04How has mobility and transport changed?

Changes in people’s mobility behaviour indicate that the above economic factors are not caused by people wanting to stay at home, but by an aversion to city centres and public transport in particular. While, during the first lockdown, households nationally spent far more time at home than before the pandemic, Figure 9 demonstrates that people were, at various distances from home, spending far more time out of the house by October 2020 than they were in April.

Figure 9: Lockdown stay-at-home behaviours have since unwound in the Core Cities

Source: Locomizer

However, residents’ travel patterns changed. Specifically, public transport usage fell dramatically from the beginning of the first lockdown. Figure 10 shows that, in December 2020, the Core Cities’ public transport usage was at between 37 and 62 per cent of pre-pandemic levels.

Figure 10: Public transport usage has not recovered from the pandemic

Source: Google

This data on public transport contrasts with that on car usage. At the national level, both initially saw similar declines but this was followed by a recovery to pre-pandemic levels in car usage,  seen in both national and regional data.7

Most worryingly, this means air pollution returned to pre-pandemic levels and, in some Core Cities, surpassed it. For example, nitrogen dioxide levels across the Core Cities are shown in Figure 11 and indicate that air pollution remains a serious policy problem despite higher levels of working from home.

Figure 11: Nitrogen dioxide levels have returned to pre-pandemic levels

Source: Defra, CREA, 2020. Note: the scales for each figure are different as cities went into lockdown with different
baseline levels.
Note: Some data is missing for Liverpool due to a gap in data reported from monitoring stations.

What this means is that, while working from home may only be a temporary phenomenon, if it were to become permanent it would not solve urban policy problems such as congestion and pollution, and may them worse.

Box 3: Mobility and transport local authority data

The Google data on public transport usage is available by local authority. For the central authorities within the Core Cities, it indicates that the decline in public transport usage was even starker. For example, while public transport usage fell to 28 per cent of pre-pandemic levels across Manchester PUA in April, within Manchester the local authority it fell to 15 per cent. The recovery through to autumn was then less intensive for the central local authorities than for PUAs, reaching 47 per cent of the total in Manchester local authority compared to 64 per cent across the PUA, followed by a similar decline in the final months of 2020.

This appears to be a pattern similar to central London local authorities, where boroughs such as Southwark and Islington saw sharper falls in public transport usage than London as a whole. This may indicate the importance of city centre economies to the residents of central local authorities. If a large share of city centre workers before 2020 had resided near to their place of work and depended on public transport for their commute, then a shutdown and aversion towards city centres would disproportionately affect residents of the Core City local authorities.

This indicates that while public transport networks connect outlying local authorities with city centres, the connections they provide within the Core City local authorities between city centres and nearby neighbourhoods are just as important, if not more so. Getting city centre economies working again is crucial for the entire urban area, not just suburban commuters.

Footnotes

  • 7 Source: DfT. Data on local traffic levels is not available.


* **WHAT YOU HAVE TO DO**
Write only how many lines in this data include "mark".

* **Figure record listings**
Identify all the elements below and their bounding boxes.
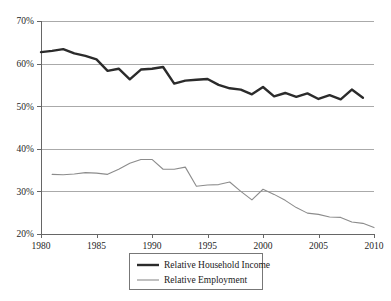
legend-label-employment: Relative Employment [164, 275, 247, 285]
y-axis-tick-labels: 20%30%40%50%60%70% [17, 16, 35, 239]
line-chart: 20%30%40%50%60%70% 198019851990199520002… [0, 0, 391, 301]
x-axis-label-1995: 1995 [198, 241, 217, 251]
y-axis-label-30: 30% [17, 187, 35, 197]
series-line-household-income [41, 49, 363, 99]
x-axis-label-1980: 1980 [32, 241, 51, 251]
x-axis-label-2010: 2010 [365, 241, 384, 251]
chart-container: 20%30%40%50%60%70% 198019851990199520002… [0, 0, 391, 301]
x-axis-label-1990: 1990 [143, 241, 162, 251]
axes [37, 21, 375, 238]
y-axis-label-70: 70% [17, 16, 35, 26]
y-axis-label-60: 60% [17, 59, 35, 69]
x-axis-label-1985: 1985 [87, 241, 106, 251]
x-axis-label-2000: 2000 [254, 241, 273, 251]
y-axis-label-40: 40% [17, 144, 35, 154]
gridlines [41, 22, 374, 235]
y-axis-label-20: 20% [17, 229, 35, 239]
y-axis-label-50: 50% [17, 102, 35, 112]
x-axis-label-2005: 2005 [309, 241, 328, 251]
x-axis-tick-labels: 1980198519901995200020052010 [32, 241, 384, 251]
legend-label-household-income: Relative Household Income [164, 260, 270, 270]
series-line-employment [52, 159, 374, 227]
chart-legend: Relative Household IncomeRelative Employ… [130, 254, 271, 290]
data-series [41, 49, 374, 227]
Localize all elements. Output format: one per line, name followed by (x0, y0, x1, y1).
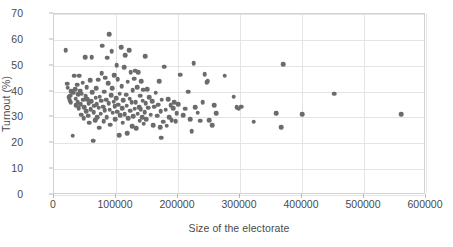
data-point (119, 84, 124, 89)
data-point (100, 43, 105, 48)
data-point (121, 98, 126, 103)
data-point (96, 77, 101, 82)
data-point (181, 113, 186, 118)
x-axis-tick-label: 600000 (407, 198, 442, 210)
data-point (222, 73, 227, 78)
data-point (122, 65, 127, 70)
data-point (105, 55, 110, 60)
y-axis-tick-label: 60 (0, 33, 23, 45)
data-point (99, 71, 104, 76)
x-axis-tick-mark (115, 194, 116, 198)
data-point (77, 74, 82, 79)
data-point (117, 133, 122, 138)
data-point (174, 111, 179, 116)
data-point (119, 45, 124, 50)
scatter-chart: Turnout (%) 010203040506070 010000020000… (0, 0, 453, 247)
data-point (166, 97, 171, 102)
gridline-vertical (426, 14, 427, 193)
data-point (109, 49, 114, 54)
data-point (91, 138, 96, 143)
data-point (146, 105, 151, 110)
data-point (87, 121, 92, 126)
y-axis-tick-label: 10 (0, 162, 23, 174)
data-point (157, 79, 162, 84)
data-point (121, 120, 126, 125)
data-point (151, 123, 156, 128)
data-point (139, 79, 144, 84)
data-point (202, 72, 207, 77)
data-point (210, 123, 215, 128)
data-point (155, 114, 160, 119)
data-point (134, 100, 139, 105)
data-point (126, 116, 131, 121)
data-point (109, 93, 114, 98)
data-point (207, 118, 212, 123)
y-axis-tick-label: 50 (0, 59, 23, 71)
data-point (103, 75, 108, 80)
data-point (90, 55, 95, 60)
data-point (63, 48, 68, 53)
data-point (123, 53, 128, 58)
gridline-horizontal (54, 40, 424, 41)
data-point (160, 98, 165, 103)
gridline-horizontal (54, 66, 424, 67)
data-point (72, 73, 77, 78)
data-point (186, 89, 191, 94)
x-axis-tick-label: 300000 (221, 198, 256, 210)
data-point (300, 112, 305, 117)
data-point (143, 54, 148, 59)
x-axis-tick-mark (53, 194, 54, 198)
data-point (196, 110, 201, 115)
data-point (91, 110, 96, 115)
data-point (114, 63, 119, 68)
y-axis-tick-label: 30 (0, 110, 23, 122)
data-point (132, 76, 137, 81)
data-point (68, 100, 73, 105)
data-point (113, 117, 118, 122)
data-point (142, 121, 147, 126)
data-point (86, 114, 91, 119)
x-axis-tick-mark (239, 194, 240, 198)
x-axis-tick-label: 400000 (283, 198, 318, 210)
gridline-horizontal (54, 169, 424, 170)
x-axis-label: Size of the electorate (53, 222, 425, 234)
data-point (178, 72, 183, 77)
data-point (183, 106, 188, 111)
data-point (188, 117, 193, 122)
x-axis-tick-mark (425, 194, 426, 198)
data-point (124, 103, 129, 108)
data-point (205, 79, 210, 84)
data-point (110, 86, 115, 91)
gridline-horizontal (54, 143, 424, 144)
gridline-vertical (364, 14, 365, 193)
data-point (193, 105, 198, 110)
data-point (117, 91, 122, 96)
data-point (332, 91, 337, 96)
x-axis-tick-label: 100000 (97, 198, 132, 210)
data-point (153, 90, 158, 95)
data-point (191, 61, 196, 66)
data-point (176, 102, 181, 107)
data-point (173, 119, 178, 124)
data-point (163, 107, 168, 112)
data-point (281, 62, 286, 67)
x-axis-tick-label: 0 (50, 198, 56, 210)
gridline-horizontal (54, 117, 424, 118)
gridline-horizontal (54, 14, 424, 15)
data-point (158, 109, 163, 114)
x-axis-tick-mark (301, 194, 302, 198)
data-point (232, 94, 237, 99)
data-point (239, 104, 244, 109)
data-point (150, 99, 155, 104)
data-point (83, 55, 88, 60)
data-point (251, 119, 256, 124)
data-point (94, 86, 99, 91)
data-point (85, 85, 90, 90)
data-point (214, 111, 219, 116)
data-point (75, 83, 80, 88)
data-point (138, 93, 143, 98)
x-axis-tick-label: 200000 (159, 198, 194, 210)
data-point (171, 106, 176, 111)
x-axis-tick-mark (363, 194, 364, 198)
data-point (134, 126, 139, 131)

* **SOLUTION TO THIS EXERCISE**
6